A Chinese court has cleared Baidu, China’s most popular search engine, of music piracy. Another site called Sohu was also cleared. The music sector trade body, IFPA, responded: ‘The judgments in the Baidu and Sohu/Sogou cases are extremely disappointing… [and] do not reflect the reality that both operators have built their music search businesses on the basis of facilitating mass copyright infringement, to the detriment of artists, producers and all those involved in China’s legitimate music market.’ Background on the case, which was launched by Universal Music, Sony BMG Music Entertainment Hong Kong and Warner Music Hong Kong in early 2008, can be found HERE. More on today’s story HERE.

There’s an interesting article in the GuardianTech HERE on digital copyright, and what that should aim to achieve; to promote participation with culture without displacing any revenue for the rights holder.

Whilst the Government seems to be pushing ahead with the 2015 completion rate for digital radio switchover in the Digital Economy Bill, Ford Ennals, the CEO of Digital Radio UK –  the body charged with overseeing the switchover – has now predicted that the completion of the process is in factat the earliest – 6 to 10 years away. He adds that he wants to ‘be responsible and transparent with consumers’. More HERE. Also talking about Digital Britain yesterday was Kip Meek (formerly of Ofcom; made independent broker to the DB interim report last year). He told the Westminster Media eForum that digital decisions had been left too late, and that the issue of spectrum – both trading existing spectrum and auctioning off the spectrum on the airwaves released by the digital switchover process – had become a ‘policy-making orphan’. More HERE.
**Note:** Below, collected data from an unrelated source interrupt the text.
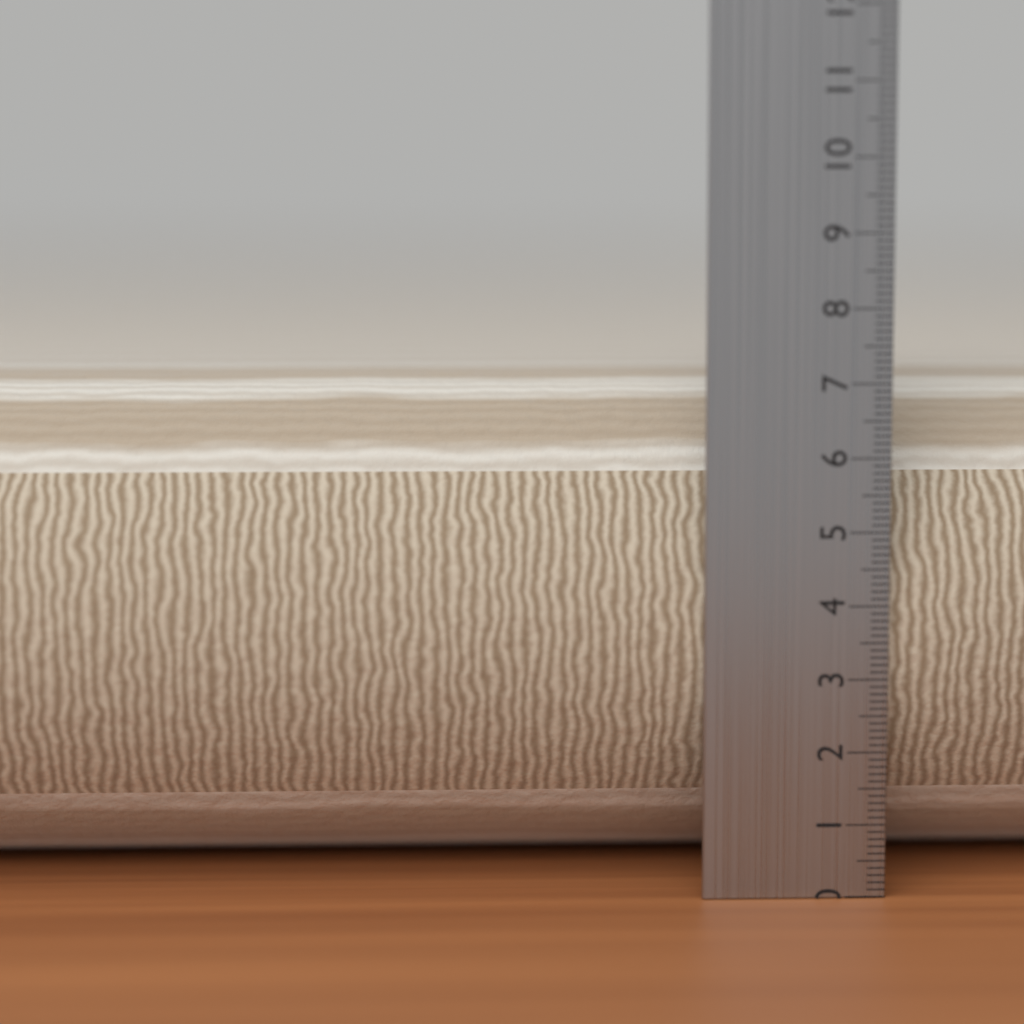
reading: 7.1 cm
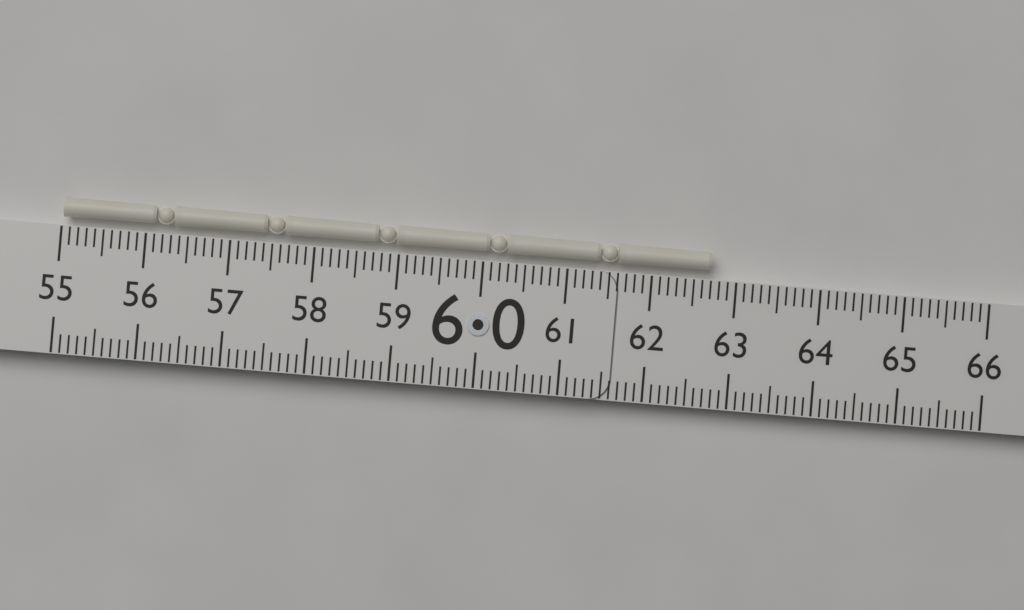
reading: 62.7 (no unit)
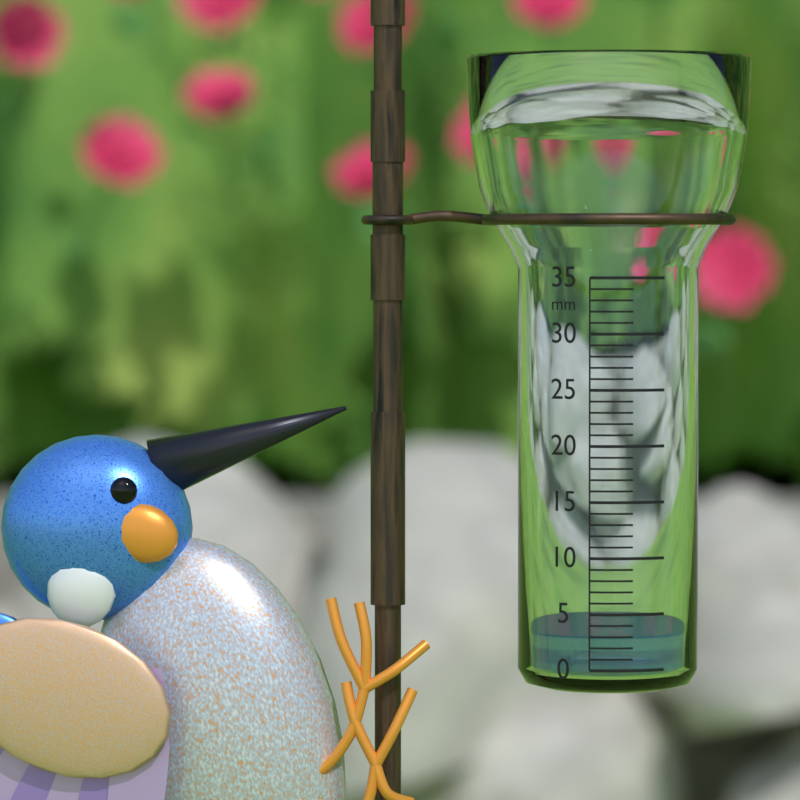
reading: 3 mm
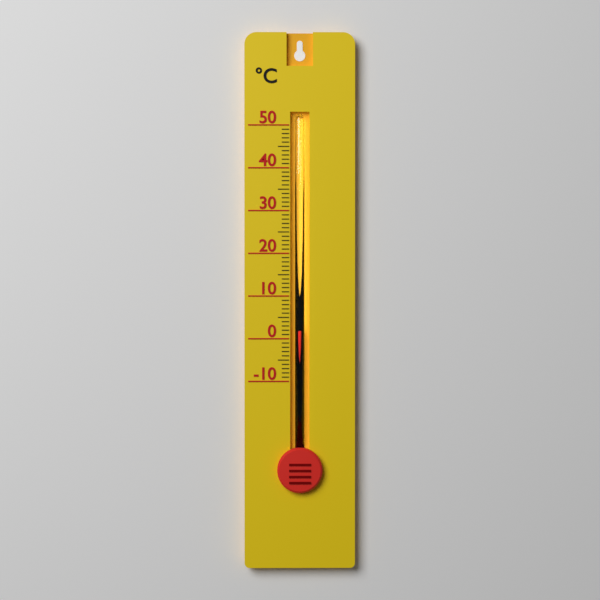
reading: 2 °C
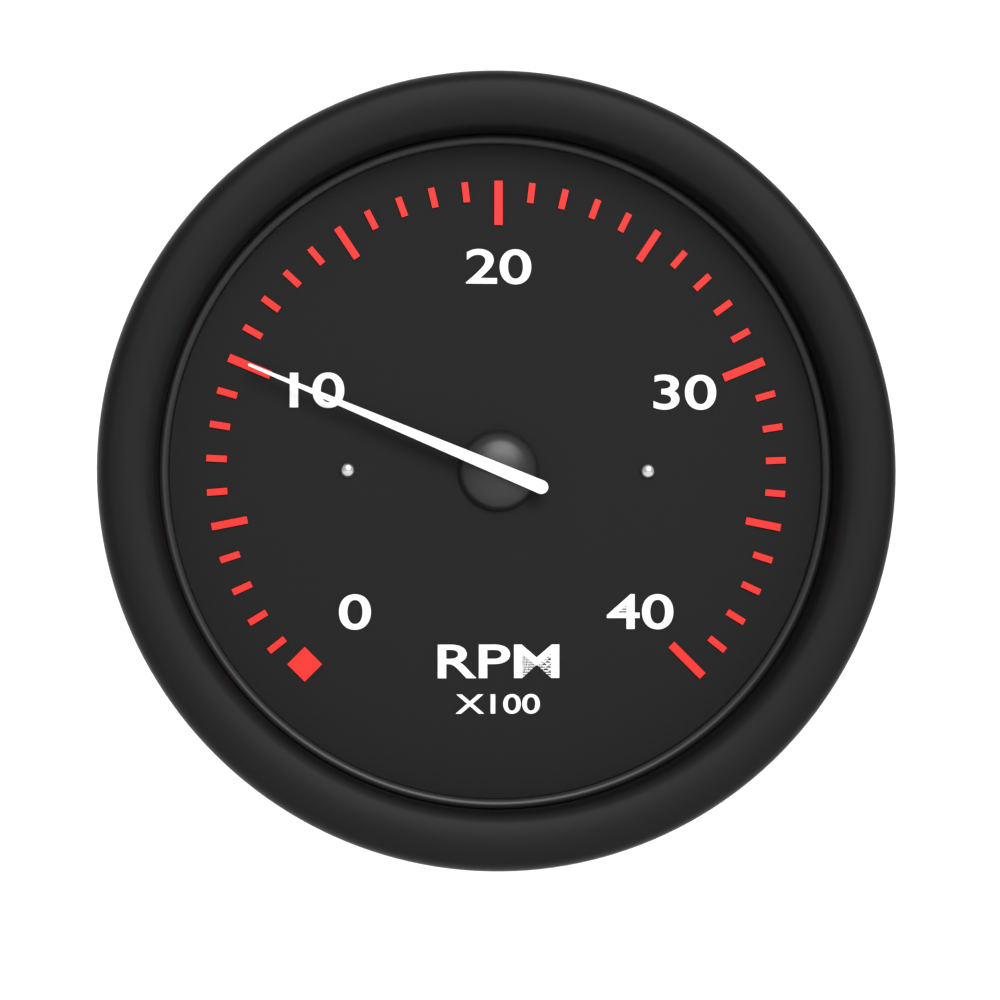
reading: 10 RPM x100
News Summary: January 22nd 2010

January 22nd, 2010 - 

Hilary Clinton made a speech yesterday calling on Beijing to investigate Google’s claim’s of Chinese cyber-hacking, and also announcing that tackling internet censorship will be a new priority for US foreign policy. More in the Independent HERE; Times HERE and Telegraph HERE. China responded today warning the US against interference and denouncing Clinton’s criticisms as “information imperialism”.. A foreign ministry spokesman said:

‘The US has criticised China’s policies to administer the internet and insinuated that China restricts internet freedom… This runs contrary to the facts and is harmful to China-US relations… We urge the United States to respect the facts and cease using so-called internet freedom to make groundless accusations against China.’ More in the Guardian HERE and Times HERE.

The Court of Appeal has upheld a judgment from the Competition Appeal Tribunal in 2008, which insisted that BSkyB cut its stake in ITV from 17.9 per cent to less than 7.5 per cent on competition grounds. Sky has 28 days to lodge an appeal with the Supreme Court, its final available legal recourse, and has said it will ‘review the judgment and order carefully and consider next steps in due course’. More in the Independent HERE; Times HERE; and Telegraph HERE and HERE.

BT is launching its next-generation super-fast broadband service next week, and kick-starting a price-war; already claiming to have undercut Virgin Media’s prices. BT is spending £1.5bn putting a new fibre network within the reach of 10m homes by the time of the Olympics in 2012. It will have 500,000 homes connected by the end of next month and 4m by the end of this year. Virgin Media, meanwhile, has already upgraded its existing cable network, which passes 12.5m addresses, and launched its own ultra-high speed offering.

Virgin have hit back at BT’s pricing, accusing the company of misleading consumers because Virgin Media’s service is actually faster. BT’s service runs at 40Mb per second while Virgin Media’s is 50Mb per second. This said, BT’s service does offer upload speeds of 10Mb a second – meaning customers will be able to send large files to other people quickly. In stark contrast, Virgin Media’s upload speed – even on its 50Mb service – is only 1.5Mb. More in the Guardian HERE and Telegraph HERE.